Presumably it's something to be done before the forthcoming release. :-)
The problem of different versioned copies of the same DLL being loaded
into an address space should go away if both of the same versioned dlls
have the same name. This obviously means they are in different
directories. What you say above makes sense and sounds like the
equivalent of a user containing two API incompatible versions of
gnustep-base, such that two versions of the library are installed. We
probably should use version numbers for library versions which are known
to be incompatible, or use frameworks and implement proper support for
those (somehow).
Unfortunately, not sure we can do that for the backend bundle ? Should the
backend
bundle be installed into a versioned directory (versioned on the version of
gnustep-gui
it was linked against) too ?
It should be installed against the gnustep-gui version it was linked
against, but this version should stay the same as long as the
gnustep-gui version remains compatible with previous versions (API wise).

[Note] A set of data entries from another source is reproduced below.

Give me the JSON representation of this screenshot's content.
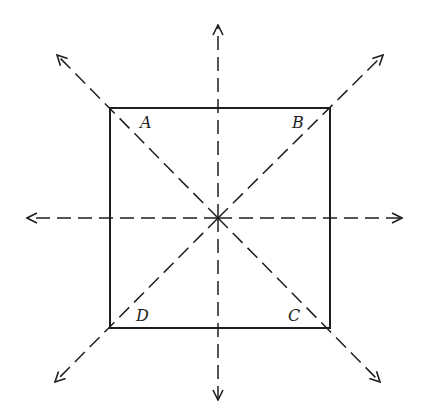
{
  "diagram": {
    "colors": {
      "stroke": "#1e1e1e",
      "background": "#ffffff"
    },
    "square": {
      "x1": 110,
      "y1": 108,
      "x2": 330,
      "y2": 328
    },
    "center": {
      "x": 218,
      "y": 218
    },
    "vertices": [
      {
        "id": "A",
        "label": "A",
        "x": 140,
        "y": 115
      },
      {
        "id": "B",
        "label": "B",
        "x": 292,
        "y": 115
      },
      {
        "id": "C",
        "label": "C",
        "x": 288,
        "y": 308
      },
      {
        "id": "D",
        "label": "D",
        "x": 136,
        "y": 308
      }
    ],
    "axes": [
      {
        "name": "vertical-axis",
        "from": [
          218,
          398
        ],
        "to": [
          218,
          25
        ]
      },
      {
        "name": "vertical-axis-down",
        "from": [
          218,
          218
        ],
        "to": [
          218,
          400
        ]
      },
      {
        "name": "horizontal-axis-left",
        "from": [
          218,
          218
        ],
        "to": [
          27,
          218
        ]
      },
      {
        "name": "horizontal-axis-right",
        "from": [
          218,
          218
        ],
        "to": [
          402,
          218
        ]
      },
      {
        "name": "diagonal-axis-upper-left",
        "from": [
          218,
          218
        ],
        "to": [
          57,
          55
        ]
      },
      {
        "name": "diagonal-axis-lower-right",
        "from": [
          218,
          218
        ],
        "to": [
          380,
          382
        ]
      },
      {
        "name": "diagonal-axis-upper-right",
        "from": [
          218,
          218
        ],
        "to": [
          383,
          55
        ]
      },
      {
        "name": "diagonal-axis-lower-left",
        "from": [
          218,
          218
        ],
        "to": [
          55,
          382
        ]
      }
    ]
  }
}
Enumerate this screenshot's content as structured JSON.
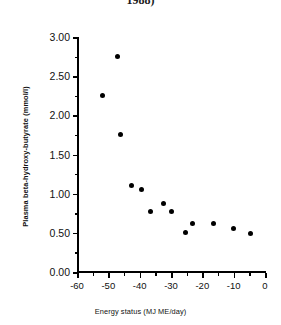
{
  "figure": {
    "caption_fragment": "1988)"
  },
  "chart_data": {
    "type": "scatter",
    "title": "",
    "subtitle": "",
    "xlabel": "Energy status (MJ ME/day)",
    "ylabel": "Plasma beta-hydroxy-butyrate (mmol/l)",
    "xlim": [
      -60,
      0
    ],
    "ylim": [
      0.0,
      3.0
    ],
    "grid": false,
    "legend": null,
    "legend_position": "none",
    "marker": "filled-circle",
    "marker_color": "#000000",
    "xticks": [
      -60,
      -50,
      -40,
      -30,
      -20,
      -10,
      0
    ],
    "xticklabels": [
      "-60",
      "-50",
      "-40",
      "-30",
      "-20",
      "-10",
      "0"
    ],
    "x_minor_tick_interval": 5,
    "yticks": [
      0.0,
      0.5,
      1.0,
      1.5,
      2.0,
      2.5,
      3.0
    ],
    "yticklabels": [
      "0.00",
      "0.50",
      "1.00",
      "1.50",
      "2.00",
      "2.50",
      "3.00"
    ],
    "y_minor_tick_interval": 0.25,
    "n_points": 13,
    "points": [
      {
        "x": -52.0,
        "y": 2.25
      },
      {
        "x": -47.0,
        "y": 2.75
      },
      {
        "x": -46.0,
        "y": 1.76
      },
      {
        "x": -42.5,
        "y": 1.11
      },
      {
        "x": -39.5,
        "y": 1.05
      },
      {
        "x": -36.5,
        "y": 0.77
      },
      {
        "x": -32.5,
        "y": 0.87
      },
      {
        "x": -30.0,
        "y": 0.77
      },
      {
        "x": -25.5,
        "y": 0.51
      },
      {
        "x": -23.0,
        "y": 0.62
      },
      {
        "x": -16.5,
        "y": 0.62
      },
      {
        "x": -10.0,
        "y": 0.55
      },
      {
        "x": -4.5,
        "y": 0.49
      }
    ]
  }
}
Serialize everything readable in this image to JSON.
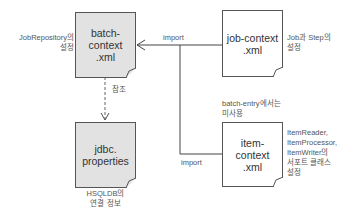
{
  "nodes": {
    "batch_context": {
      "label": "batch-\ncontext\n.xml",
      "fill": "#e2e2e2"
    },
    "job_context": {
      "label": "job-context\n.xml",
      "fill": "#ffffff"
    },
    "jdbc_properties": {
      "label": "jdbc.\nproperties",
      "fill": "#e2e2e2"
    },
    "item_context": {
      "label": "item-\ncontext\n.xml",
      "fill": "#ffffff"
    }
  },
  "annotations": {
    "batch_context_note": "JobRepository의\n설정",
    "job_context_note": "Job과 Step의\n설정",
    "jdbc_note": "HSQLDB의\n연결 정보",
    "item_context_note": "ItemReader,\nItemProcessor,\nItemWriter의\n서포트 클래스\n설정",
    "batch_entry_note": "batch-entry에서는\n미사용"
  },
  "edges": {
    "import_top": "import",
    "import_bottom": "import",
    "reference": "참조"
  }
}
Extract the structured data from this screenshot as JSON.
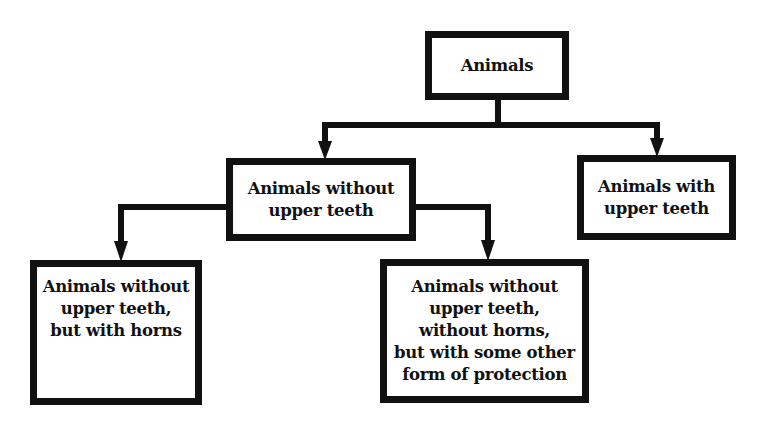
{
  "diagram": {
    "type": "classification-tree",
    "root": {
      "label": "Animals"
    },
    "level1": [
      {
        "label": "Animals without\nupper teeth"
      },
      {
        "label": "Animals with\nupper teeth"
      }
    ],
    "level2": [
      {
        "label": "Animals without\nupper teeth,\nbut with horns"
      },
      {
        "label": "Animals without\nupper teeth,\nwithout horns,\nbut with some other\nform of protection"
      }
    ],
    "edges": [
      {
        "from": "Animals",
        "to": "Animals without upper teeth"
      },
      {
        "from": "Animals",
        "to": "Animals with upper teeth"
      },
      {
        "from": "Animals without upper teeth",
        "to": "Animals without upper teeth, but with horns"
      },
      {
        "from": "Animals without upper teeth",
        "to": "Animals without upper teeth, without horns, but with some other form of protection"
      }
    ],
    "colors": {
      "line": "#111111",
      "background": "#ffffff"
    }
  }
}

Once the core bundles are used only by the appropriate library, the problem
should mostly
be hidden ... usually bundles used by applications are bundled with the
application
and are linked against the same libraries. The problem would mostly occur for
bundles app add-ins distributed by a different packager than the original
application.
No matter what we do, I don't see an easy solution to that.
A packager would have to distribute a different version for each
application version I would think. Unless the APIs it depended on handed
been changed. Probably a case by case basis thing we can't avoid.